Carlos Santana Anti-Trans Rant Surfaces From Atlantic City Show (Video)

“It was very uncomfortable,” a concertgoer says

Musician Carlos Santana stunned fans when he spoke out against the transgender community during a recent concert in Atlantic City, New Jersey, saying, “you know it ain’t right.”

“When God made you and me, before we came out of the womb, you know who you are and what you are,” the 76-year-old “Black Magic Woman” singer and guitarist said in a resurfaced video from the July show, which you can watch above.

“Later on, when you grow out of it, you see things, and you start believing that you could be something that sounds good, but you know it ain’t right. Because a woman is a woman and a man is a man. That’s it,” he continued.

He added that he’s fine with people embracing their transgender identity — as long as they keep it quiet. “Whatever you wanna do in the closet, that’s your business. I’m OK with that.”

Several concertgoers confirmed Santana’s comments to Consequence, with one person saying that the musicians remarks were “very disturbing and seemed to come out of nowhere.”

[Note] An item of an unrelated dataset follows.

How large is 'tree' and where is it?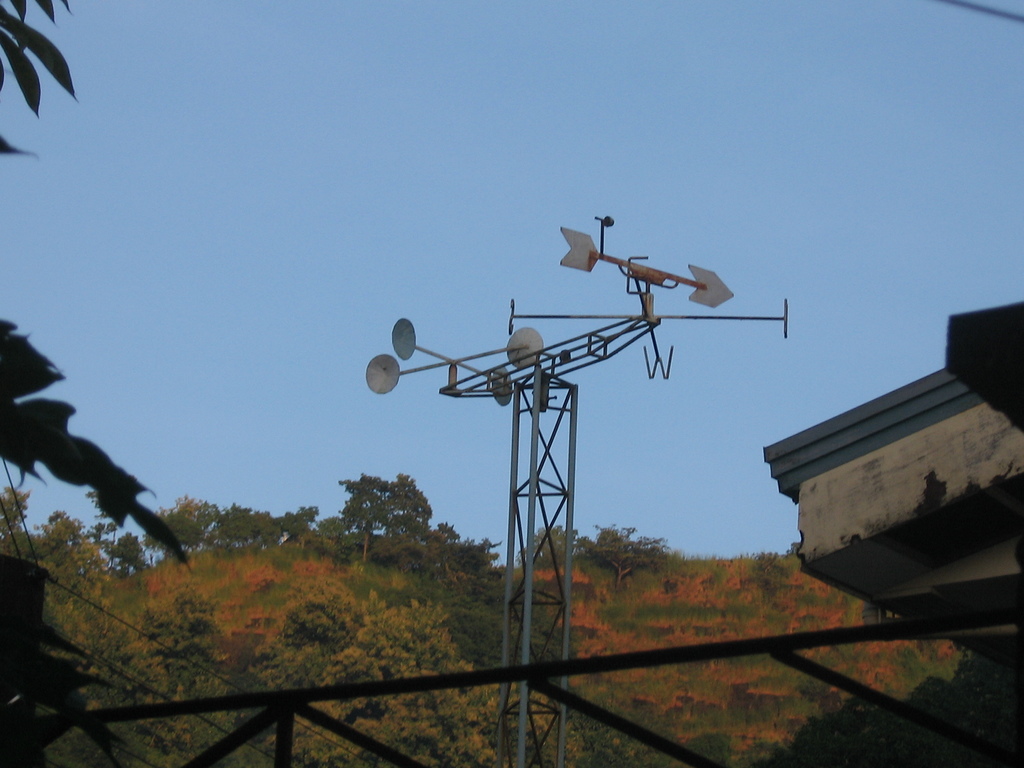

Another person who was at the show shared their reaction on Reddit: “I went to see Santana tonight in Atlantic City with my parents, my partner, and her mom. Super stoked. One song in though, Carlos Santana stopped and spent a solid 15 minutes spouting the most insane anti-trans bs I’ve maybe ever heard? … Thought music (especially with this history) was supposed to bring us together.”

A different Reddit user who was there, commented, “It was very uncomfortable, especially the guy shouting Amen throughout. It was weird that he went on about how we are all special and unique after.”

Santana also gave a shout-out to his “brother” Dave Chappelle, who has stood by his previous comments in 2021 that he is “Team TERF” (trans-exclusionary radical feminist), who does not support trans women.

“The more you say I can’t say something, the more urgent it is for me to say it,” Chappelle said in his 2022 Netflix “What’s in a Name?” “And it has nothing to do with what you’re saying I can’t say. It has everything to do with my right, my freedom, of artistic expression. That is valuable to me.” Chappelle also called people who criticized him “instruments of oppression.”

Santana, whose other hits include “Evil Ways” and “Smooth,” revealed to Rolling Stone in 2000 that he had been sexually abused when he was a child. In June, he told People that he had forgiven his abuser.“There’s this saying, ‘Hurt people hurt people.’ It’s my pain. It did happen to me. But if you open your hands, and you let it go, then you don’t feel that anymore,” he said.

The musician has been out promoting his documentary “Carlos: The Santana Journey,” which hits theaters in September.

TheWrap has reached out to Santana’s rep for comment.